A flexible spending account (or FSA for short) is an account (usually set up by your employer) into which you can put pre-tax money. In other words, the money is deposited before taxes are calculated on your income, which means that you’re actually going to be paying less taxes than before.

For a simple example, let’s say you earn $500 a week and have 20% of your check taken out for taxes (we’ll ignore other expenses for simplicity’s sake). That leaves you bringing home $400 a week. Now, let’s say you decide to start putting $20 a week into a FSA. That means you’re now effectively earning $480 per week. That same 20% is taken out, which means that you bring home $384 a week. You’re putting $20 into your flexible spending account, but your paycheck only goes down by $16. You essentially get $20 to spend on health care costs, but you’re only actually spending $16 out of your paycheck. It’s like $4 in free money per week.

The only drawback is that the money deposited in your FSA must be spent on approved health care costs.

What’s an approved health care cost? Pretty much anything you can realistically imagine qualifies. Doctor’s visits, dental visits, surgery, chiropractic work, psychiatry, prescription drugs, lab fees, inpatient alcohol and drug treatment, “quit smoking” programs, birth control options, and much more qualify under this plan. If you’re unsure, check with the plan offered by your employer.

There is one big drawback to the FSA, though: you have to use that money or you forfeit it.You have three months after the end of the year to make claims on money saved during the previous year. If you don’t, that money is forfeited. It doesn’t build up.

Thankfully, many plans make this easier by offering a debit card for easy access to the FSA. When paying for one of the approved expenses, you simply use your debit card and then your FSA is billed for the expense. If the bill exceeds what’s in your account, you’re billed for the difference.

Even so, you’ve got to be sure that you’re incurring enough regular medical expenses to make the FSA worthwhile. If you never go to the doctor and never use any sort of medical care, then your money in this account would likely be forfeited each year.

However, for people like me on a maintenance medication (I’ve been taking synthroid literally since birth), a FSA can be a real money saver. I can just use a FSA debit card to buy my prescription each month and that prescription is paid for with pre-tax money. The same goes for my routine blood work. Since we also take our children in for their yearly checkups (and, for our younger kids, the checkups were even more frequent) and we’re fairly vigilant about getting illnesses and other concerns treated, we end up saving quite a lot thanks to the FSA.

The trick is to put in enough so that most of your expenses are covered, but not so much that you lose the money at the end of the year. We just try to cover the things we knowwe’ll have to pay for and pay the rest purely out of pocket. After all, every dollar saved is a dollar put towards something else more useful in our life.
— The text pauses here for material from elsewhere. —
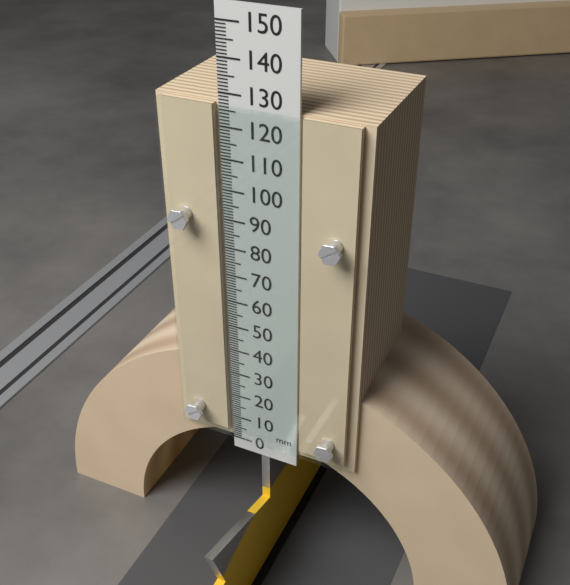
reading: 127 mm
If your employer offers a FSA and you have any regular medical expenses in your life, give the account a serious inspection. You may find that it’s a pretty easy way to save a bit more money.

This post is part of a yearlong series called “365 Ways to Live Cheap (Revisited),” in which I’m revisiting the entries from my book “365 Ways to Live Cheap,” which is available at Amazon and at bookstores everywhere. Images courtesy of Brittany Lynne Photography, the proprietor of which is my “photography intern” for this project.